In the attacks I've seen, the incrementing of a value suggests a couple of scary possibilities:
a) The attacker successfully found some SQL injection vulnerability and is incrementing some value to exfiltrate a data table, one record at a time.
b) The attacker is attempting a buffer overflow exploit, and is trying to determine the right memory offset.
Your posted query string examples look to me more like situation a. Situation b tends to increase the character length of the requested string.
On the other hand, these attacks seem quite commonplace, so he presence of this incrementing behavior doesn't definitively mean there is any exploit in progress. Here are some entries from my apache log recently:
170.106.99.215 - - [26/Aug/2021:11:54:59 +0000] "GET /community/home.php?p=1+%27-6863+union+all+select+1,1,CONCAT(0x3a6f79753a,0x4244764877697569706b,0x3a70687a3a)1,1,1%23 HTTP/1.0" 301 672 "-" "-"
170.106.99.215 - - [26/Aug/2021:11:54:59 +0000] "GET /community/home.php?p=1+-6863+union+all+select+1,1,CONCAT(0x3a6f79753a,0x4244764877697569706b,0x3a70687a3a)1,1,1,1%23 HTTP/1.0" 301 670 "-" "-"
170.106.99.215 - - [26/Aug/2021:11:55:00 +0000] "GET /community/home.php?p=1+-6863+union+all+select+1,1,CONCAT(0x3a6f79753a,0x4244764877697569706b,0x3a70687a3a)1,1,1,1,1%23 HTTP/1.0" 301 674 "-" "-"
You might consider requesting one of these urls to see how your site responds.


Your objective |
In full and word for word, restate the lines of the listing.

Records shown |
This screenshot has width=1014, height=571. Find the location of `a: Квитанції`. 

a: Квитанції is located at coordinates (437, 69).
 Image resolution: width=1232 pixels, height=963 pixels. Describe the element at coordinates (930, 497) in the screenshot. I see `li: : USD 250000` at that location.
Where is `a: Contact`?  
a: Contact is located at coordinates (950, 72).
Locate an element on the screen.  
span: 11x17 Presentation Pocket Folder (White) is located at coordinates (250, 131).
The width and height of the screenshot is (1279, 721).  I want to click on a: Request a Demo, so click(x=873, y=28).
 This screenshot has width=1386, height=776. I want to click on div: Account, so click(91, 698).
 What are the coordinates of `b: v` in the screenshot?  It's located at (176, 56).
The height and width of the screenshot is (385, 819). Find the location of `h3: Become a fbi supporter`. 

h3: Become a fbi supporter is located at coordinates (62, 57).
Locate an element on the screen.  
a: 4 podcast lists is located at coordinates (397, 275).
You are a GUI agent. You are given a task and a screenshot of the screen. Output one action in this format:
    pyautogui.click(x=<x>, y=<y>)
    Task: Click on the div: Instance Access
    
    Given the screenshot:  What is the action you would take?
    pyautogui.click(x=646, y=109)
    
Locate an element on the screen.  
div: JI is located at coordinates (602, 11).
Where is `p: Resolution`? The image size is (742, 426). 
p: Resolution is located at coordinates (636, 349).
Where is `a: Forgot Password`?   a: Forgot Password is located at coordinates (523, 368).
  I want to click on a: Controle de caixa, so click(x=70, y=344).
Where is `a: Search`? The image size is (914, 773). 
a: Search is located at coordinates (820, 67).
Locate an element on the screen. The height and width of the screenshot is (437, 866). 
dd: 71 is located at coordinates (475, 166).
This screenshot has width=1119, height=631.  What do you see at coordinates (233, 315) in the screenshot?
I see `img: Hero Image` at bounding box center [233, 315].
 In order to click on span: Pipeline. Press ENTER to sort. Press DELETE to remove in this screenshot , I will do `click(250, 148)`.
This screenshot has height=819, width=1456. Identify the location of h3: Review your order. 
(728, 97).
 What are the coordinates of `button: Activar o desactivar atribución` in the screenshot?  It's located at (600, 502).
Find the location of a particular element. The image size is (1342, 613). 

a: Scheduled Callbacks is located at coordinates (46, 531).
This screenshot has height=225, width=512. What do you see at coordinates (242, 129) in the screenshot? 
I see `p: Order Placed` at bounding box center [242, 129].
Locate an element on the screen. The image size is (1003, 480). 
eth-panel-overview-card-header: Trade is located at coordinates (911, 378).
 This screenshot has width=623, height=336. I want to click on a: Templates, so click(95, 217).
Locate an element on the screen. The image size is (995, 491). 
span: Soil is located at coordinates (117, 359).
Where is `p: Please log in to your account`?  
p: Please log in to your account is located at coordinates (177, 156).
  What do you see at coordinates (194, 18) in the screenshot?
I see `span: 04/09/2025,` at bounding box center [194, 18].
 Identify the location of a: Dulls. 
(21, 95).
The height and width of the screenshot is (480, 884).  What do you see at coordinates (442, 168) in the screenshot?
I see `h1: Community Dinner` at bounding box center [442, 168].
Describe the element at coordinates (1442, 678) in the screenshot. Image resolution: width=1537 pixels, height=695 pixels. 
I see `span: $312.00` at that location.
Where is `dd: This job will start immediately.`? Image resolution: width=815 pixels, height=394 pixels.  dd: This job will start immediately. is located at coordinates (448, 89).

Written response |
This screenshot has width=1014, height=571. Find the location of `a: Квитанції`. 

a: Квитанції is located at coordinates (437, 69).
 Image resolution: width=1232 pixels, height=963 pixels. Describe the element at coordinates (930, 497) in the screenshot. I see `li: : USD 250000` at that location.
Where is `a: Contact`?  
a: Contact is located at coordinates (950, 72).
Locate an element on the screen.  
span: 11x17 Presentation Pocket Folder (White) is located at coordinates (250, 131).
The width and height of the screenshot is (1279, 721).  I want to click on a: Request a Demo, so click(x=873, y=28).
 This screenshot has width=1386, height=776. I want to click on div: Account, so click(91, 698).
 What are the coordinates of `b: v` in the screenshot?  It's located at (176, 56).
The height and width of the screenshot is (385, 819). Find the location of `h3: Become a fbi supporter`. 

h3: Become a fbi supporter is located at coordinates (62, 57).
Locate an element on the screen.  
a: 4 podcast lists is located at coordinates (397, 275).
You are a GUI agent. You are given a task and a screenshot of the screen. Output one action in this format:
    pyautogui.click(x=<x>, y=<y>)
    Task: Click on the div: Instance Access
    
    Given the screenshot:  What is the action you would take?
    pyautogui.click(x=646, y=109)
    
Locate an element on the screen.  
div: JI is located at coordinates (602, 11).
Where is `p: Resolution`? The image size is (742, 426). 
p: Resolution is located at coordinates (636, 349).
Where is `a: Forgot Password`?   a: Forgot Password is located at coordinates (523, 368).
  I want to click on a: Controle de caixa, so click(x=70, y=344).
Where is `a: Search`? The image size is (914, 773). 
a: Search is located at coordinates (820, 67).
Locate an element on the screen. The height and width of the screenshot is (437, 866). 
dd: 71 is located at coordinates (475, 166).
This screenshot has width=1119, height=631.  What do you see at coordinates (233, 315) in the screenshot?
I see `img: Hero Image` at bounding box center [233, 315].
 In order to click on span: Pipeline. Press ENTER to sort. Press DELETE to remove in this screenshot , I will do `click(250, 148)`.
This screenshot has height=819, width=1456. Identify the location of h3: Review your order. 
(728, 97).
 What are the coordinates of `button: Activar o desactivar atribución` in the screenshot?  It's located at (600, 502).
Find the location of a particular element. The image size is (1342, 613). 

a: Scheduled Callbacks is located at coordinates (46, 531).
This screenshot has height=225, width=512. What do you see at coordinates (242, 129) in the screenshot? 
I see `p: Order Placed` at bounding box center [242, 129].
Locate an element on the screen. The image size is (1003, 480). 
eth-panel-overview-card-header: Trade is located at coordinates (911, 378).
 This screenshot has width=623, height=336. I want to click on a: Templates, so click(95, 217).
Locate an element on the screen. The image size is (995, 491). 
span: Soil is located at coordinates (117, 359).
Where is `p: Please log in to your account`?  
p: Please log in to your account is located at coordinates (177, 156).
  What do you see at coordinates (194, 18) in the screenshot?
I see `span: 04/09/2025,` at bounding box center [194, 18].
 Identify the location of a: Dulls. 
(21, 95).
The height and width of the screenshot is (480, 884).  What do you see at coordinates (442, 168) in the screenshot?
I see `h1: Community Dinner` at bounding box center [442, 168].
Describe the element at coordinates (1442, 678) in the screenshot. Image resolution: width=1537 pixels, height=695 pixels. 
I see `span: $312.00` at that location.
Where is `dd: This job will start immediately.`? Image resolution: width=815 pixels, height=394 pixels.  dd: This job will start immediately. is located at coordinates (448, 89).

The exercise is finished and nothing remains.